If you’re reading this article, there’s a strong chance your instant reaction to the title was one of disbelief. Both Christianity and Marketing get a bad rap nowadays, so unless you hate both and therefore think they deserve each other because of it, you probably don’t see the connection between the two. But there is one, and when you see it, you’ll realize that if you’re looking to hire a marketer, hiring a Christian is your best option.
Let’s start with the least controversial part: Marketing.
We must first clear up the misconception that marketing is advertising or sales.
Marketing is not advertising. Marketing is about communication and building relationships. Marketing can USE advertising to help build awareness or to alert people about special offers. But advertising is just a part of the marketing whole.
Marketing is not sales. Marketing helps sales function – it brings in leads that sales can then close. But while sales benefits from marketing and while the need for sales is inherent in the reason for marketing, they are not the same. (Note: If either your marketing or your sales involves lying to try to make money, you're setting yourself up to fail at some point in the future.)

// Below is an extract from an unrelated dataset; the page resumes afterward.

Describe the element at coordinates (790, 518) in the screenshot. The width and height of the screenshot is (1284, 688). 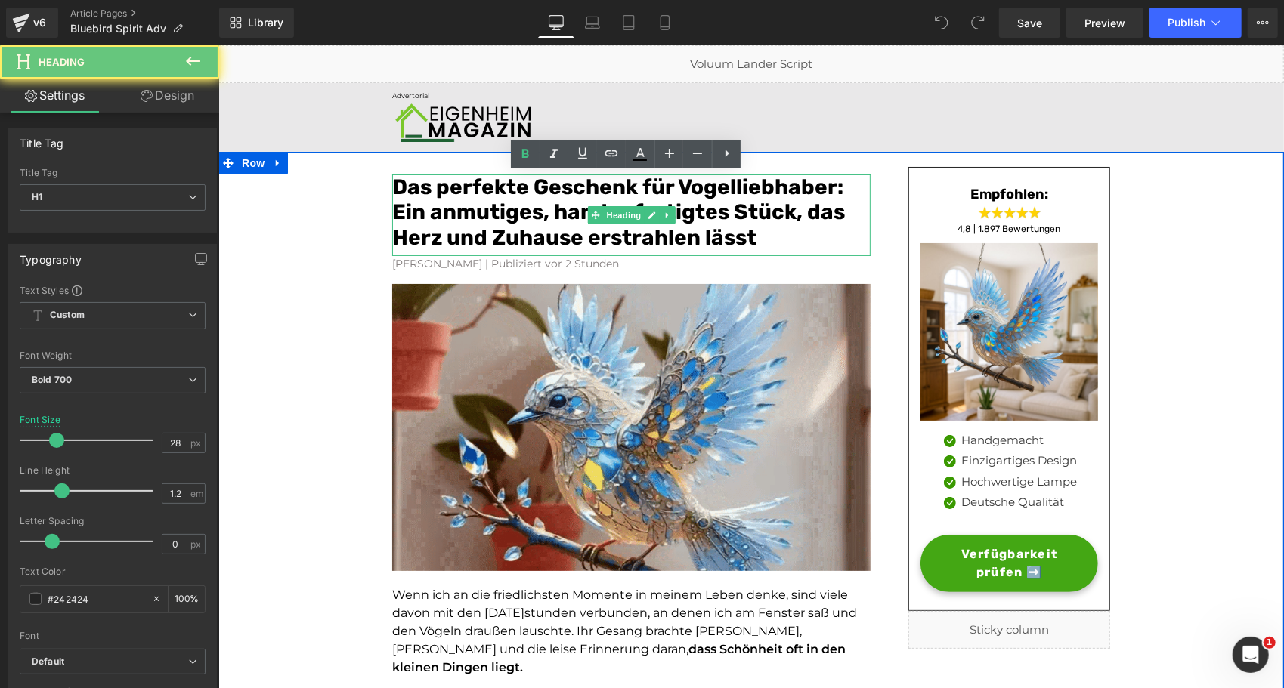
I see `a: Verfügbarkeit prüfen ➡️` at that location.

Marketing is bigger than advertising and it’s bigger than sales. It’s displaying the character of your business: your mission, your reason for being in business in the first place. It’s the heart of what your business should be.

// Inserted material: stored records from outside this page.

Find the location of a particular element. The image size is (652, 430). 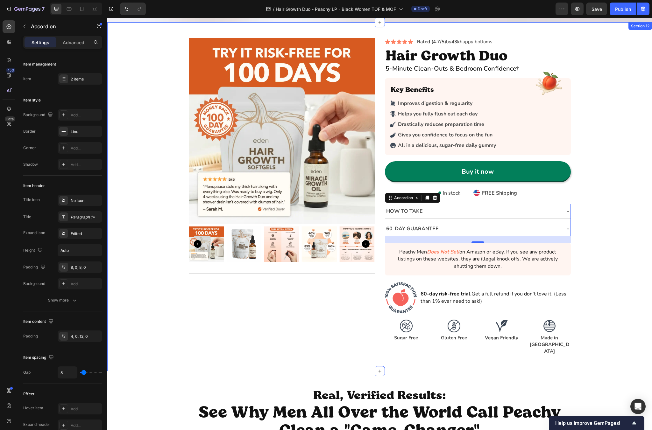

div: Line is located at coordinates (86, 132).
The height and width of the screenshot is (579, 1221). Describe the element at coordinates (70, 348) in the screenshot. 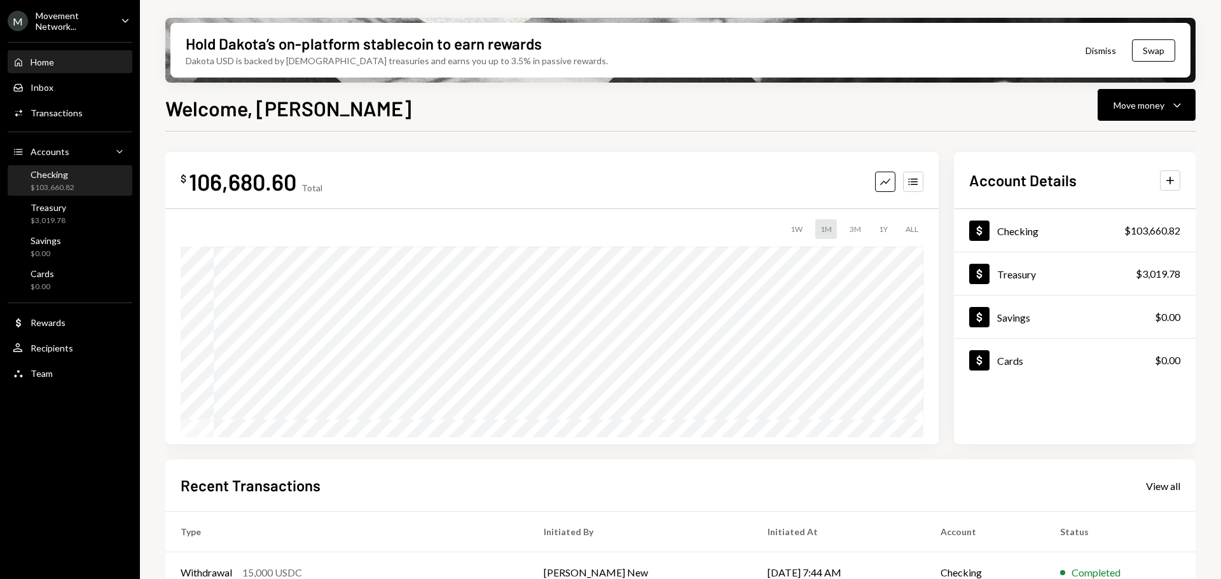

I see `a: Recipients` at that location.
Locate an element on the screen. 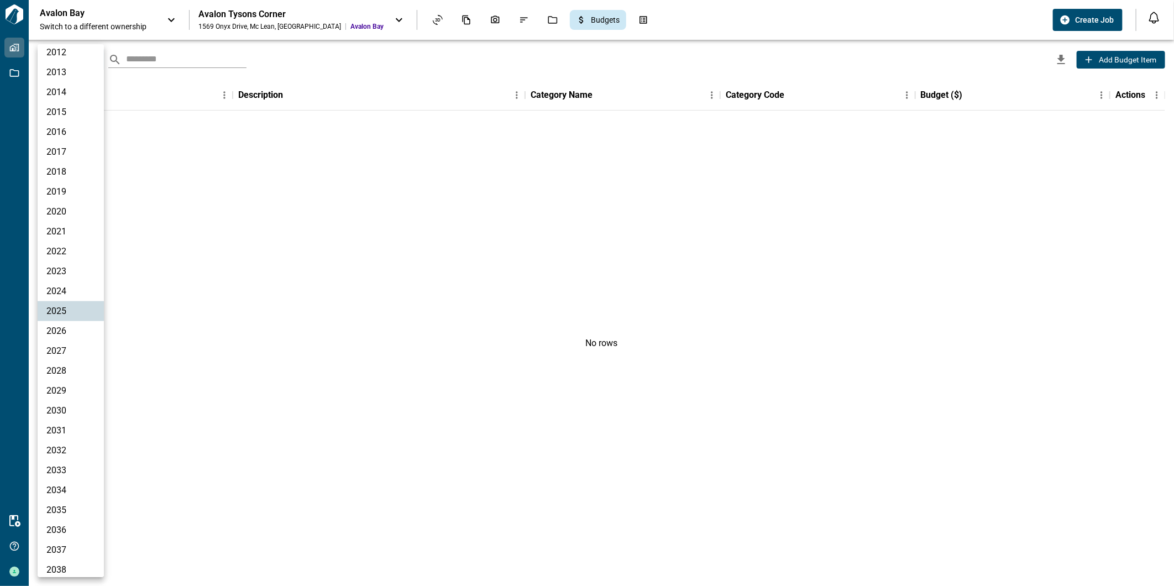 This screenshot has width=1174, height=586. li: 2016 is located at coordinates (71, 132).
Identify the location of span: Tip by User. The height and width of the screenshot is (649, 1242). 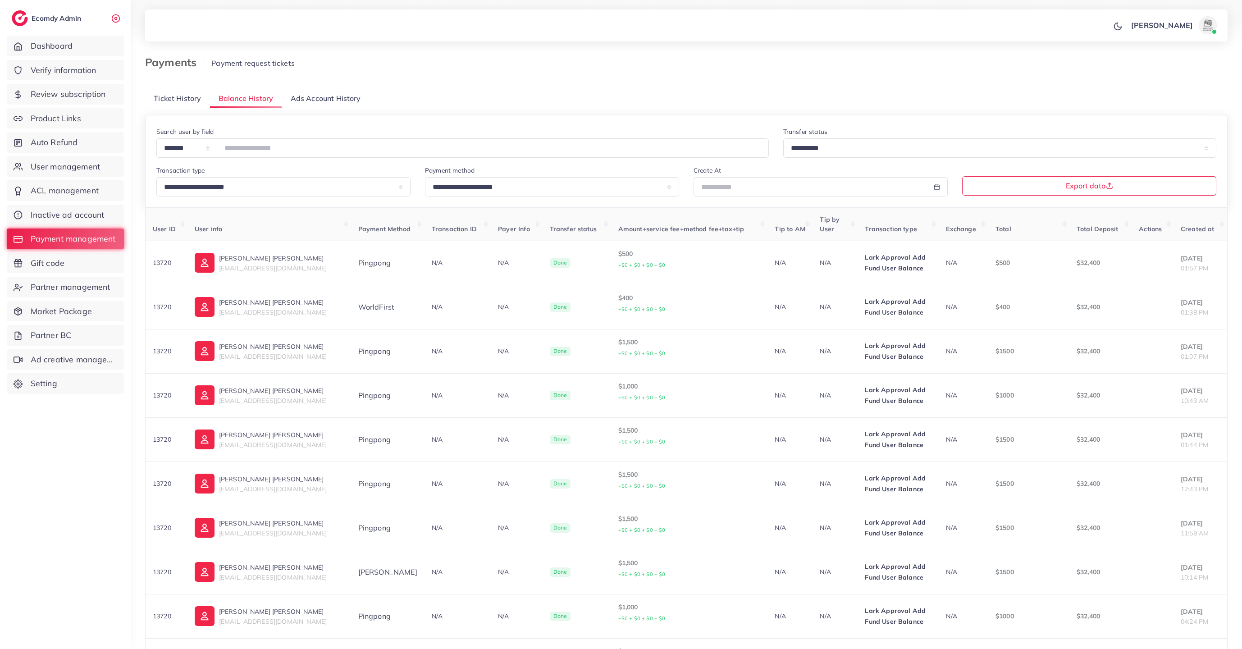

Your business should have a why somewhere. Why did you start it? What was your goal. If you make widgets, why did you start up your particular widget company? There’s a purpose somewhere. That purpose is your point of differentiation. It’s why people should care about and want to do business with you. Your marketing should be communicating this why at every touchpoint. In advertising. In interpersonal relations. In community outreach. In sales.
Marketing is NOT just shilling for dollars. It’s being your unabashed, truest self. It’s finding people who share your values and building mutually beneficial relationships with them. When done right, marketing is why people SHOULD trust your company. Period. If your marketing is focusing on anything less than this, your marketing is not “real” marketing. It’s sales or advertising.
Now on to Christianity.
This one is more difficult. Like marketing, there are misconceptions about what Christianity is. But people don’t usually invest emotion into their viewpoint on marketing. They do for Christianity.

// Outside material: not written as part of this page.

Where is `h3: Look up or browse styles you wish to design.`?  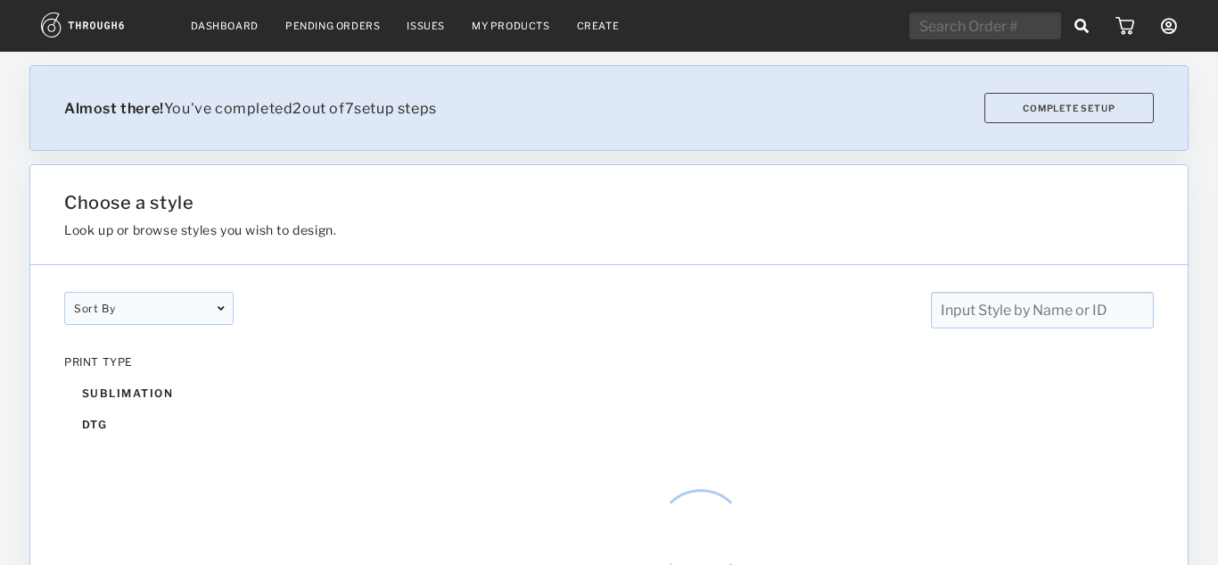
h3: Look up or browse styles you wish to design. is located at coordinates (517, 229).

For this point, I have to point out a particular Bible verse that more people need to be aware of: Matthew 7:21-23
“Not everyone who says to me, ‘Lord, Lord,’ will enter the kingdom of heaven, but the one who does the will of my Father who is in heaven. On that day, many will say to me, ‘Lord, Lord, did we not prophesy in your name and cast out demons in your name, and do many mighty works in your name?’ And then will I declare to them, ‘I never knew you; depart from me, you workers of lawlessness.’”
In this verse, Jesus Himself is stating what everyone needs to know: that there are many who claim to be Christians, but not all are. To be a Christian, one must follow in Christ’s footsteps and follow the commands of God.
Too many people I know point to people who claim to be Christians that take a holier-than-thou attitude, or who display continual hypocrisy, and view that as what Christianity is. But Biblically, we know that this is not the case. Those who proclaim their Christianity pompously are probably not.
After all, we must keep in mind the whole chapter of Matthew 7:
Verses 1-5: “Do not judge or you too will be judged. For in the same way you judge others, you will be judged, and with the measure you use, it will be measured to you. Why do you look at the speck of sawdust in your brother’s eye and pay no attention to the plank in your own eye? How can you say to your brother, ‘Let me take the speck out of your eye,’ when all the time there is a plank in your own eye? You hypocrite, first take the plank out of your own eye, and then you will see clearly to remove the speck from your brother’s eye.
Verse 12: “So in everything, do to others what you would have them do to you, for this sums up the Law and the Prophets.”
Verses 15-20: “Watch out for false prophets. They come to you in sheep’s clothing, but inwardly they are ferocious wolves. By their fruit you will recognize them. Do people pick grapes from thornbushes, or figs from thistles? Likewise, every good tree bears good fruit, but a bad tree bears bad fruit. A good tree cannot bear bad fruit, and a bad tree cannot bear good fruit. Every tree that does not bear good fruit is cut down and thrown into the fire. Thus, by their fruit you will recognize them.”
THIS is how can those who are not Christians can know who is and isn’t a Christian. Christians look at their own flaws rather than pointing out the flaws in others. They work to improve themselves first. They treat others the way they would like to be treated. They act in kindness, they work hard at work worth doing.
Or, as it says in John 13:34-35, Christians are to love one another as Christ loved us – and that others will know us by the love that we have for each other.
“Love is patient, love is kind. It does not envy, it does not boast, it is not proud. It is not rude, it is not self-seeking, it is not easily angered, it keeps no record of wrongs. Love does not delight in evil, but rejoices with the truth.” -1 Corinthians 13:1
When we keep this in mind, we can see that too many people who claim to be Christians do not live up to the description. So, the key is in humbly understanding that we fail every day. Every day. As Christians, we NEED our relationship with Christ, because we know we will never be able to achieve these stated goals for our behavior without that relationship.
And now, we see that marketing and Christianity have so much in common.
In both Christianity and in marketing, we need to build relationships. We have to focus on what makes us who we are. We have to seek what benefits others, not just ourselves. We have to treat others as we would have them treat us.
In both Christianity and in marketing, our success will be based on the love we have for one another: love that does not delight in evil, but rejoices with truth. In both Christianity and marketing, there is a never-ending goal of trying to help others by sharing the benefits of what we know and who we are.
Christians and marketers know that we don’t always succeed. But we also know that should never stop us from striving for these goals. And that the benefits are always worth it.
And this is why, Christianity and marketing are a match made in heaven.